WHO outlines new tuberculosis ethics guidance
WASHINGTON, United States (CMC) — The World Health Organization (WHO) has launched new tuberculosis (TB) ethics guidance aimed at helping ensure that countries implementing the End TB Strategy adhere to sound ethical standards to protect the rights of all those affected.
TB, the world’s top infectious disease killer, claims 5000 lives daily. The WHO’s heaviest burden is carried by communities, which already face socio-economic challenges: migrants, refugees, prisoners, ethnic minorities, miners and others working and living in risk-prone settings, and marginalised women, children and older people.
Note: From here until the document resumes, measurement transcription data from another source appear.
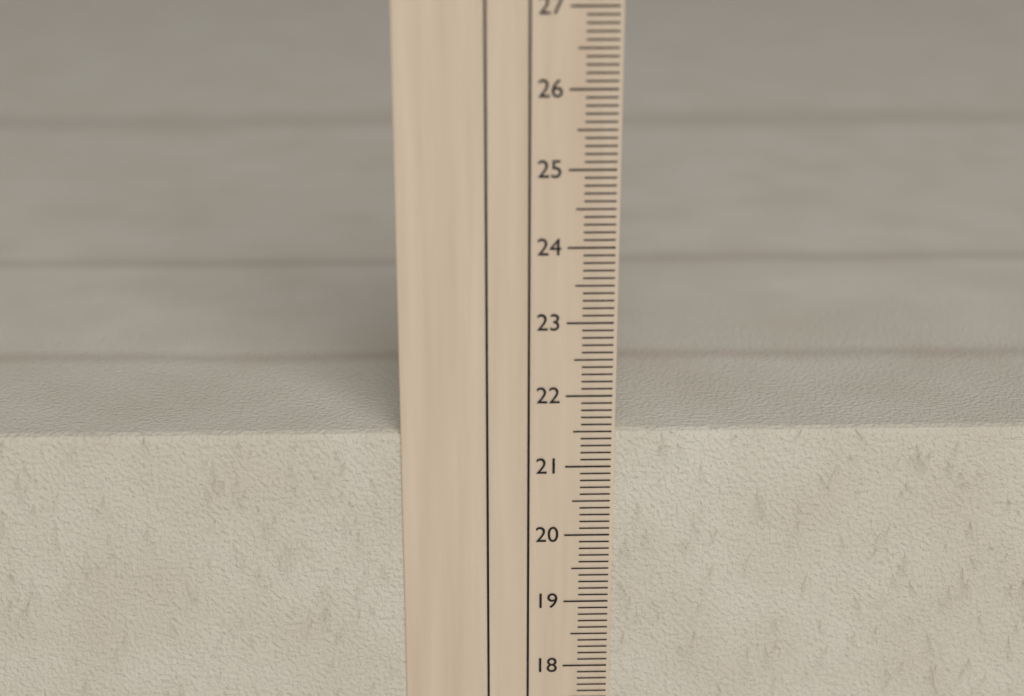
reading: 21.5 cm
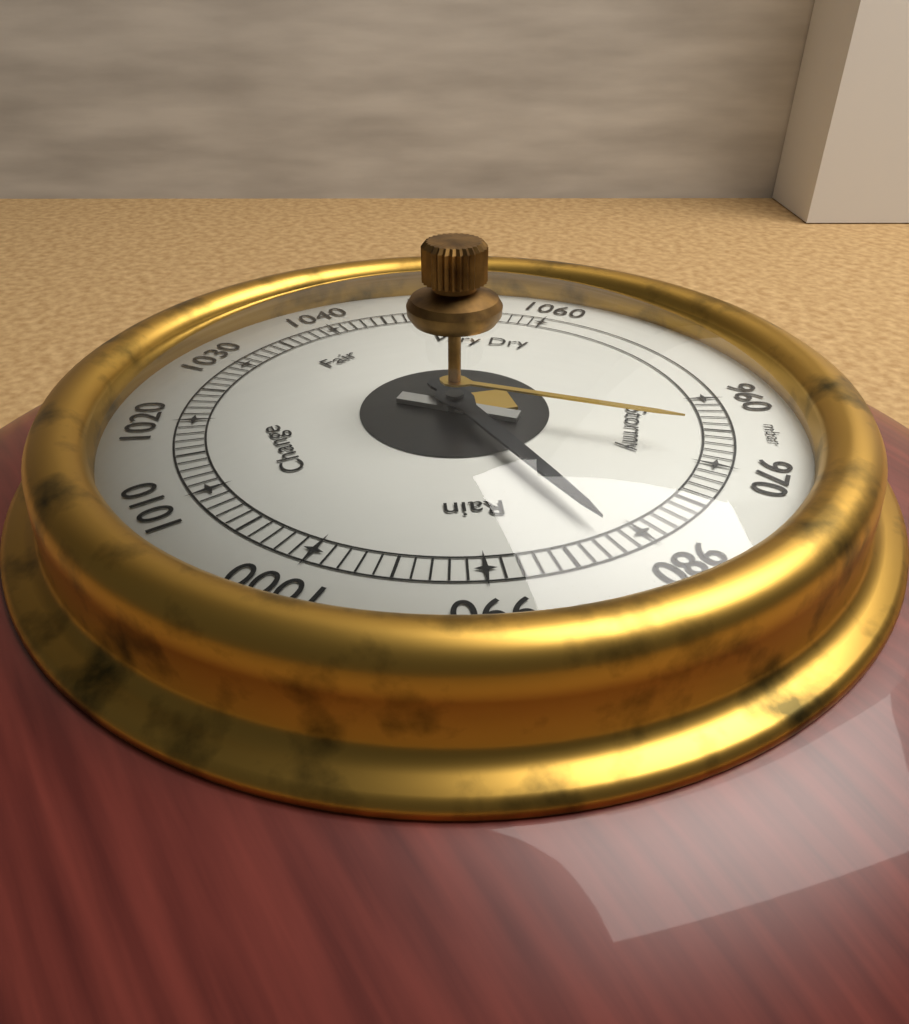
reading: 982 mbar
“TB strikes some of the world’s poorest people hardest,” said Dr Margaret Chan, WHO Director-General.
“WHO is determined to overcome the stigma, discrimination, and other barriers that prevent so many of these people from obtaining the services they so badly need.”
Poverty, malnutrition, poor housing and sanitation, compounded by other risk factors such as HIV, tobacco, alcohol use and diabetes, can put people at heightened risk of TB and make it harder for them to access care.
The WTO said that more than a third (4.3 million) of people with TB go undiagnosed or unreported, some receive no care at all and others access care of questionable quality.
The new WHO ethics guidance addresses contentious issues such as the isolation of contagious patients, the rights of TB patients in prison, discriminatory policies against migrants affected by TB, among others.
It emphasises five key ethical obligations for governments, health workers, care providers, nongovernmental organisations, researchers and other stakeholders to provide patients with the social support they need to fulfil their responsibilities; and refrain from isolating TB patients before exhausting all options to enable treatment adherence and only under very specific conditions.
The guidelines enable “key populations” to access the same standard of care offered to other citizens as well as ensure all health workers operate in a safe environment and rapidly share evidence from research to inform national and global TB policy updates.